Perhaps that’s what its going to take. The gap between rich and poor keeps getting bigger. People are getting thrown in prisons at an industrial rate: more people are locked up per capita in America than anywhere else in the world. You have over 17,000 police agencies working with billion dollar budgets that almost all are a law unto themselves. You spend more on the military. You spend more per capita on healthcare than anywhere else in the world yet if you don’t have health insurance you essentially can’t access that care.
America is all of this and worse.
But the biggest threat to the country: what will bring it to its knees, what must be prevented at all costs, is a statistical handful of workers going on strike for something as basic as sick days.
You do realize that this is all-kinds-of-fucked-up right?
Perhaps “destroying the economy” is the way to go. Maybe that’s the least bad option on the table here. Because if a statistically small number of people withdrawing their labour for a short period of time is enough to destroy the economy and the solution isn’t “they really aren’t asking for much, just give them what they are asking for,” then perhaps it all isn’t worth saving.
It was a clear and obvious set up and it looks like you fell for it. Nobody is pretending that the Republicans are the “good guys” here. But this was an exercise in cynical political posturing, not a good faith effort to bring sick-leave to the table.
The Democrats deserve the blame.
Lets be real here: it was never really on the table. It only got added because they realized that they fucked up and looked real bad.

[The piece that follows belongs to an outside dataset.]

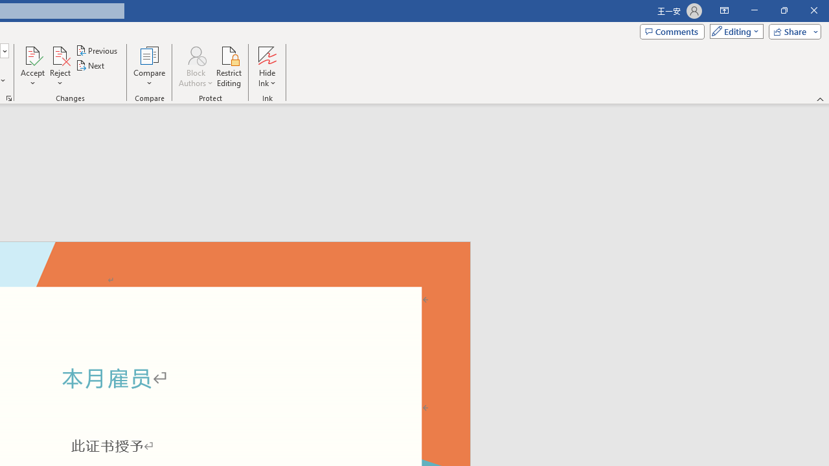 This screenshot has width=829, height=466. What do you see at coordinates (32, 66) in the screenshot?
I see `Accept` at bounding box center [32, 66].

And it looks like the Democrats cynical exercise in ass-covering did it’s job.
Well…no he didn’t. He literally didn’t. He could have done nothing and that would have been more helpful than the things that he actually did.
I find this hard to argue with. (Not that I even want to.) So when (not if) Biden notices a lack of support from organized labor, having a mirror handy will help him get to the source of the problem.
Biden made a huge mistake here, clearly siding with corporations over labor, even blaming labor for a potential crash of the economy, as if we control capital. I personally think it part of the problem of having a geriatric president. No real vision for the future. The railroads said that labor doesn’t contribute to profit. They said that and he sided with them.
Railroad workers actually tend to be Republicans, for various reasons. We used to be able to win some over to the Democrat side by pointing out facts of how the Democrats are better for union workers. Not huge numbers, but enough to possibly swing elections.
He ended that; we can’t say that now. I see it leading to people that would be potential Dem voters just not voting, enough to swing elections.
I hope it was worth it.
The executive action I think would be the most reasonable for Biden to take would be to make a rule that future federal contracts to rail companies are contingent on workers getting the 7 annual sick days…
It seems to me that the House could have sent over a single bill, bundling sick days with all the rest, and forcing Republicans in the Senate to vote up or down on the whole shebang. That would have brought the risk of a strike up to a much greater level–but a strike would put enormous pressure on the companies, and I think the companies would have folded. Any harm to the country from a strike could be laid squarely at the feet of Republicans who voted against sick leave for workers.
I am deeply, deeply disappointed in the “labor president” for advocating on behalf of a solution that he knew in advance would result in the sick days being voted down in the Senate.
I hadn’t heard of that possibility. That might have worked. Heck, he could still do it now.
I guess the question would be how much of the Rail roads business is from government contracts, and its low enough that the Rail roads decided they could do without it, idoes the government have any alternative methods of transport that offer the required sick leave.
Oh I’m pretty sure it’s a low proportion of their business. I also think that if it was based on other similar rules essentially what would happen is the sick time rules would only apply to those contracts and not to private contracts.